Three seats on the Shawnee Mission Board of Education are up for election this November.

Mary Sinclair, the Fairway resident who has served as legislative co-chair for the Shawnee Mission Area Council PTA for more than two years, on Friday filed as a candidate for the Shawnee Mission East seat on the board of education.

Sinclair will face six-term incumbent Donna Bysfield, who was first elected in 1993, and has not faced a challenger in her reelection bids since.

Sinclair said she had been pondering the possibility of entering the school board race for quite some time, but was moved by the announcement of Superintendent Jim Hinson’s retirement last month to make it official.

“I had been thinking about this for a while, and have been in the business of advocating for public education for most of my adult life, but it really was the resignation that made me decide to get in,” she said. “I want to help pick the next superintendent.”

Sinclair spent much of her childhood in northeast Johnson County, attending Trailwood Elementary and Meadowbrook Junior High before graduating from Shawnee Mission East. She earned a PhD in special education from the University of Minnesota, and spent 15 years following the completion of that program at the school’s Institute on Community Integration, which works to ensure persons with developmental disabilities have opportunities to be active members of their communities.

Through her work with SMAC PTA and with advocacy organizations the MainStream Coalition and GameOn for Kansas Schools, Sinclair said she’s gained a keen interest in fostering an environment where teachers and students can succeed in Shawnee Mission and across the state. She said she believes Shawnee Mission teachers and building principals have been asked to take on the challenge of implementing a number of new initiatives in recent years — from the one-to-one technology program that makes Apple devices primary teaching tools in the classroom, to the professional learning communities – with few additional support resources.

“I think we need somebody who understand that teachers and building principals have been responsible for a number of initiatives over the past few years,” she said. “A lot of teachers feel like they’ve been under the gun, and there has been so much pressure to perform and execute.”

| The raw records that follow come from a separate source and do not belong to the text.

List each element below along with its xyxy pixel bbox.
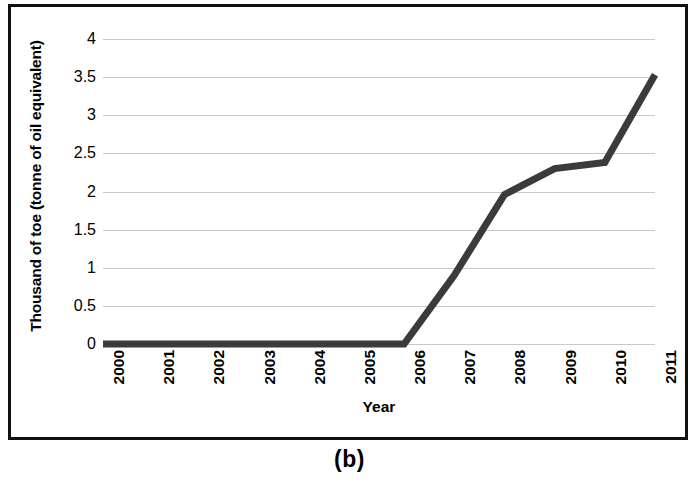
- x-axis-tick-label: 2002: [211, 350, 227, 384]
- chart-area: Thousand of toe (tonne of oil equivalent…: [11, 7, 685, 437]
- y-axis-tick-label: 3.5: [74, 69, 96, 85]
- x-axis-tick-label: 2011: [663, 350, 679, 384]
- y-axis-title: Thousand of toe (tonne of oil equivalent…: [27, 11, 45, 361]
- series-polyline: [103, 75, 655, 344]
- x-axis-tick-label: 2004: [312, 350, 328, 384]
- y-axis-tick-label: 1: [87, 259, 96, 275]
- figure-frame: Thousand of toe (tonne of oil equivalent…: [8, 4, 688, 440]
- y-axis-tick-label: 1.5: [74, 221, 96, 237]
- x-axis-tick-label: 2005: [362, 350, 378, 384]
- y-axis-tick-label: 0: [87, 336, 96, 352]
- x-axis-tick-label: 2006: [412, 350, 428, 384]
- x-axis-tick-label: 2010: [613, 350, 629, 384]
- figure-caption: (b): [0, 446, 699, 473]
- y-axis-tick-label: 2: [87, 183, 96, 199]
- y-axis-tick-label: 4: [87, 31, 96, 47]
- y-axis-tick-label: 3: [87, 107, 96, 123]
- x-axis-tick-label: 2000: [111, 350, 127, 384]
- x-axis-tick-label: 2003: [262, 350, 278, 384]
- x-axis-tick-label: 2008: [512, 350, 528, 384]
- x-axis-tick-label: 2009: [563, 350, 579, 384]
- y-axis-tick-label: 0.5: [74, 298, 96, 314]
- line-series: [103, 39, 655, 344]
- plot-area: 00.511.522.533.54 2000200120022003200420…: [103, 39, 655, 344]
- y-axis-tick-label: 2.5: [74, 145, 96, 161]
- x-axis-title: Year: [103, 398, 655, 416]
- x-axis-tick-label: 2007: [462, 350, 478, 384]
- x-axis-tick-label: 2001: [161, 350, 177, 384]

She said she believes the district needs to take a hard look at what is working from the new initiatives and what isn’t, and ensure outcomes data justifies the investment of time and energy.

Sinclair was opposed to the passage of the block grant bill that was favored by Hinson, and believes a return to a formula that includes some form of base aid per pupil with special weighting or categorial aid is the best approach to meet the state Supreme Court’s mandates.

“It’s important to remember that that old formula was never deemed unconstitutional,” she said. “Just the level at which it was funded.”

Sinclair and her husband Doug Huffman, who trains future elementary school teachers in science practice at the University of Kansas’s School of Education, had two children go through Shawnee Mission Schools, a son who graduated in 2015 and a daughter who currently attends Shawnee Mission East.

About the author

Jay Senter
Jay Senter

Jay Senter is the founder and publisher of the Post.

He earned his bachelor’s degree in business at the University of Wisconsin – Madison, where he worked as a reporter and editor at The Badger Herald.

He went on to receive a master’s degree in journalism from the University of Kansas, where he earned the Calder Pickett Award. While he was in graduate school, he also worked as a reporter for the Lawrence Journal-World.